Trivex is better than polycarbonate in optical clarity, weight, and durability for certain frame types, but polycarbonate wins on thinness and price. Neither material is universally superior. The right choice depends on your prescription strength, frame style, and how much you’re willing to spend.
Both materials are impact-resistant, lightweight, and block 100% of UV radiation without any extra coatings. They’re the two go-to options for safety eyewear and active lifestyles. But they differ in ways that matter once you get into the details.
Optical Clarity
This is where Trivex pulls ahead most clearly. The standard measure of optical quality in a lens material is its Abbe value, a number that indicates how much a lens bends different wavelengths of light by slightly different amounts. The higher the Abbe value, the less color fringing and distortion you see, especially when looking through the edges of your lenses.
Trivex has an Abbe value of about 43 to 45. Polycarbonate sits around 30, one of the lowest among common lens materials. In practical terms, polycarbonate lenses are more likely to produce noticeable chromatic aberration: colored halos or slight rainbow effects around high-contrast edges, particularly in your peripheral vision. If you have a strong prescription or you’re sensitive to visual distortion, this difference is significant. For mild prescriptions, many people never notice it.
Weight and Comfort
Trivex is the lighter material. Its specific gravity is 1.11 compared to polycarbonate’s 1.20. That’s roughly an 8% weight difference for lenses of the same size and thickness. On paper, 8% sounds modest. In practice, over a full day of wearing glasses, it can make a noticeable difference in comfort, particularly with larger frames or progressive lenses that use more material.
Lens Thickness
Polycarbonate has the edge here. Its refractive index is 1.586, while Trivex sits at about 1.53. A higher refractive index means the material bends light more efficiently, so lenses can be made thinner for the same prescription. For moderate to strong prescriptions (roughly anything beyond plus or minus 3 diopters), polycarbonate lenses will be visibly thinner at the edges than Trivex lenses of the same prescription. If keeping your lenses as slim as possible is a priority, polycarbonate delivers that.
For weak prescriptions, the thickness difference between the two materials is minimal and often unnoticeable once the lenses are in a frame.
Impact Resistance and Safety
Both materials meet the ANSI Z87.1 standard for impact-resistant lenses, which is the benchmark used for safety eyewear in workplaces and sports. Both are dramatically stronger than standard plastic (CR-39) or glass lenses. A ball, a branch, or a flying piece of debris that would shatter a standard lens will not shatter either of these.
Polycarbonate was originally developed for bulletproof glass and spacecraft visors, so its impact credentials are well established. Trivex, developed by PPG Industries, was engineered from the start to match that impact performance while improving optical quality. In high-velocity impact testing, both materials hold up. For most practical purposes, you can consider them equally safe.
Rimless and Semi-Rimless Frames
If you wear rimless or semi-rimless frames, Trivex is the better choice. These frame styles require drilling holes directly into the lens to attach mounting screws or wires. Trivex is a more flexible, tensile material that resists cracking and chipping around those drill points. Polycarbonate, despite being impact-resistant, is more brittle in a localized sense. It’s prone to developing stress fractures around drill mounts over time, which can eventually cause the lens to crack at the mounting point.
For full-frame glasses where the lens is fully supported by the frame rim, this difference doesn’t come into play.
UV Protection
This one’s a draw. Both Trivex and polycarbonate block 100% of UVA and UVB radiation as an inherent property of the material itself. You don’t need a UV coating added to either lens. If sun protection is your primary concern, both materials have you covered equally.
Cost
Polycarbonate is the more affordable option. Trivex lenses typically cost more, though the exact premium varies by retailer and prescription. Polycarbonate has been on the market longer and is produced at a larger scale, which keeps its price lower. If you’re buying multiple pairs, outfitting kids who will outgrow their frames, or working within a tight budget, polycarbonate gives you impact resistance and UV protection at a lower price point.
The price gap narrows when you factor in coatings (anti-reflective, scratch-resistant, blue light filtering), which cost the same regardless of lens material. The base lens cost is where the difference lives.
Which One Should You Choose
Trivex is the stronger pick if you prioritize visual clarity, wear rimless frames, have a low to moderate prescription, or find yourself sensitive to optical distortion. It’s also worth the investment if you wear your glasses all day and value comfort from the lighter weight.
Polycarbonate makes more sense if you have a strong prescription and want the thinnest possible lens, if you’re on a budget, or if you need basic impact-resistant lenses for kids or sports where the frames will be replaced frequently anyway.
For children’s glasses specifically, polycarbonate remains the default recommendation at most optical shops because it’s thin, safe, and affordable. For adults who are willing to spend a bit more and want the sharpest vision possible, Trivex is generally the better-performing material.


§ **Action item**: Make an exact copy of the lines from the one holding "pyautogui.click(x=<x>, y=<y>)" through the end of the entries below, both ends kept, and of nothing else. Exclude pictures.
■ ■ ■ ■
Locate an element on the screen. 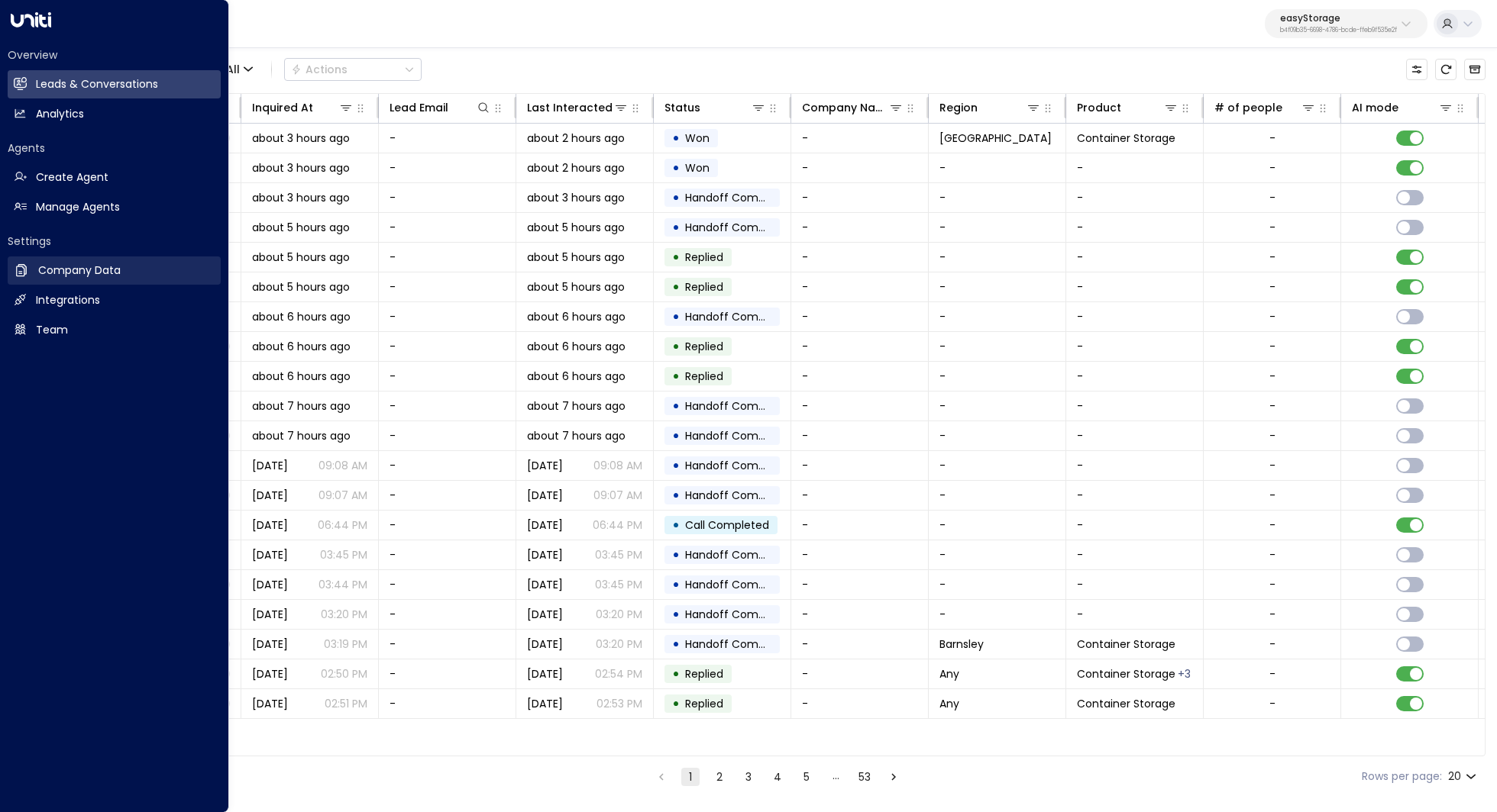 The image size is (1497, 812). div: Container Storage-,Economy Pods,Premium Pods is located at coordinates (1183, 674).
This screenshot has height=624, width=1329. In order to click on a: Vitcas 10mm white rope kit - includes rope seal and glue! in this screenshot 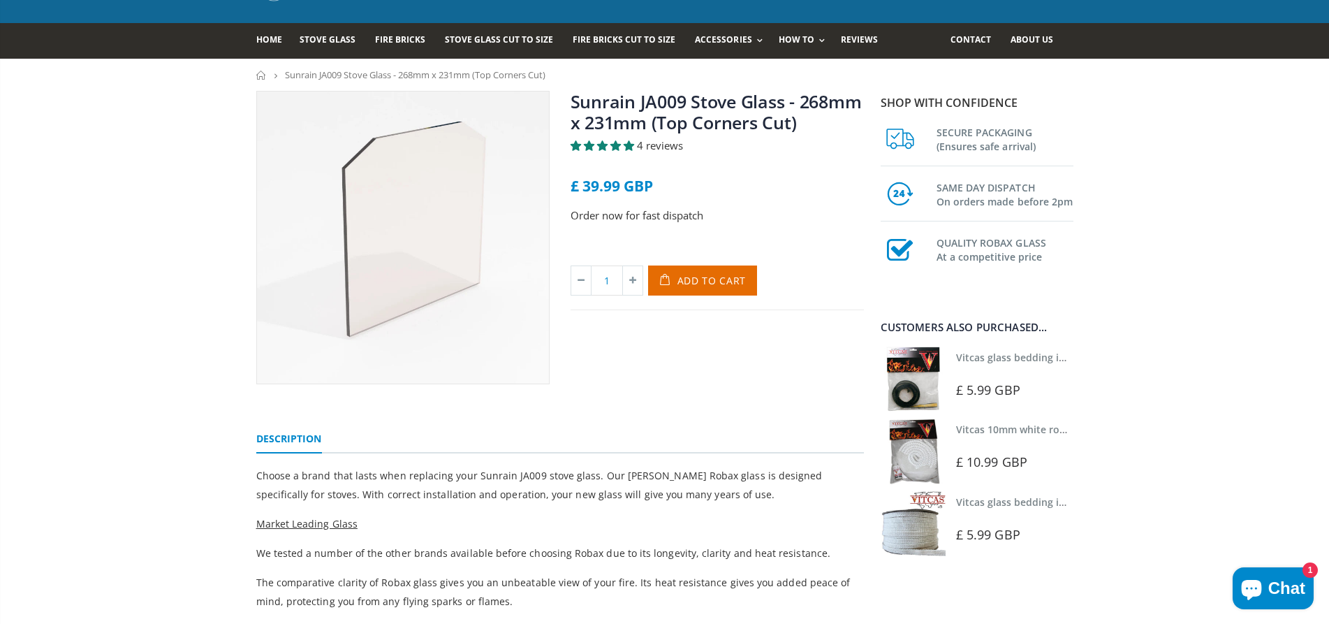, I will do `click(1093, 429)`.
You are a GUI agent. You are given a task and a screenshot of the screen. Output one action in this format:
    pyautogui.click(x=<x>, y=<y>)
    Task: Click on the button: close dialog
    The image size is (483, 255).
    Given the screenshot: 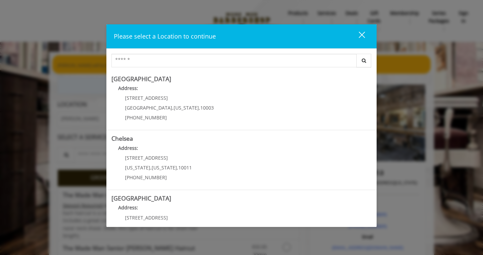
■ ■ ■ ■
§ **Response area**:
    pyautogui.click(x=<x>, y=<y>)
    Task: Click on the button: close dialog
    The image size is (483, 255).
    Given the screenshot: 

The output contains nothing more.